The Telegraph Friday, February 8th

To access this directly go to

http://www.telegraphindia.com/archive/

put in the above date and go to the "editorials" section
 

Text of Review Follows

BY ARNAB BHATTACHARYA
 

FRACTURED MODERNITY: MAKING OF A MIDDLE CLASS IN COLONIAL NORTH INDIA

By Sanjay Joshi,

Oxford, Rs 495
 

The emergence of the middle class is one of the major social phenomena in colonial India. In India, like elsewhere in the world, the values and lifestyle of the middle class are determined as much by economic indicators as by its specific mode of intervention in the public sphere. Middle-class discourse in colonial India, derivative as it is, incorporates glaring paradoxes, evident in such public sphere activities as the nationalist politics or the women's empowerment programme of this period. Ambiguities in the middle class consciousness prompted its inconsistent attitudes towards social issues which kept oscillating between the authoritarian and the liberal, the egalitarian and the parochial, the democratic and the hierarchic and so on.
 

Sanjay Joshi's contention in his book, Fractured Modernity, is that the Indian middle class consciousness is a product of cultural entrepreneurship. It is shaped by the notion of modernity, received during the British rule as ruptured and fragmented. Positing his study against the backdrop of Lucknow, Joshi argues that this "fractured modernity" is not an exclusive colonial legacy for the Indian middle class (as suggested by most subalternists), but a characteristic of the post-Industrial Revolution and post-Enlightenment European middle class as well.
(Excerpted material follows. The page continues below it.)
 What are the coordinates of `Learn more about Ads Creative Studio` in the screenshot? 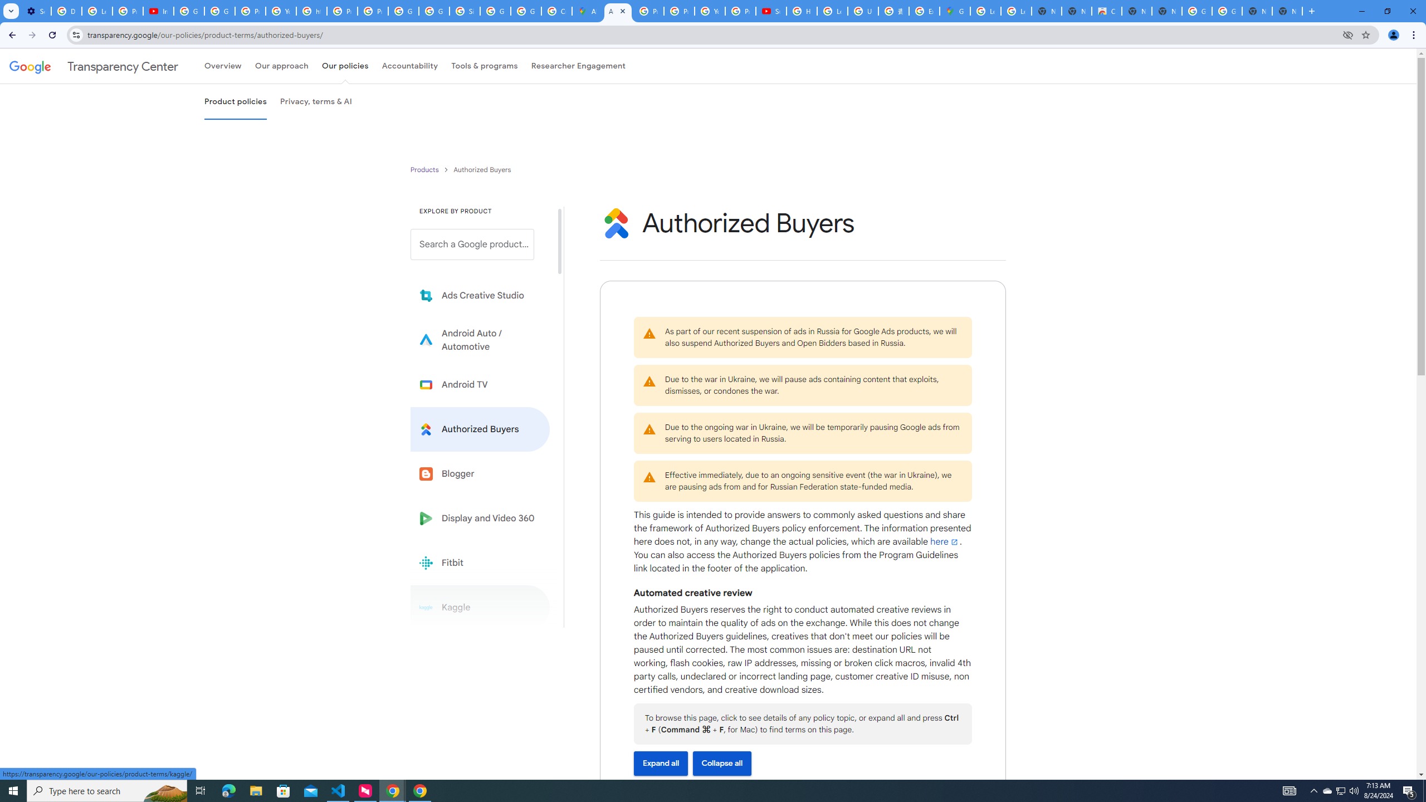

But the model of European modernity fails to explain the efforts of the middle class, both Indian and European, to reconstitute itself.
 

Joshi's exploration of the competing ideologies that go into the making of the middle class in Lucknow is, to his mind, a case-study based on variables flexible enough to have wider application. He notes that the middle class in colonial Lucknow, in its bid to assume social leadership, created new norms of respectability while remaining equidistant from the elite and the lower classes. Its attempts at self-construction called for a reworking of traditional values of the nawabi era and tempering them with radically modern concepts. This resulted in contradictions still evident in the postcolonial north Indian middle class.
 

The most interesting chapter of the book is the last, where Joshi records his reflections on the fractured modernity. Here he suggests methods of "provincializing" European modernity, erroneously conceived as universal in the colonial period. He recognizes the divergence between the theoretical and practical aspects of modernity as part of lived reality in both Indian and European contexts.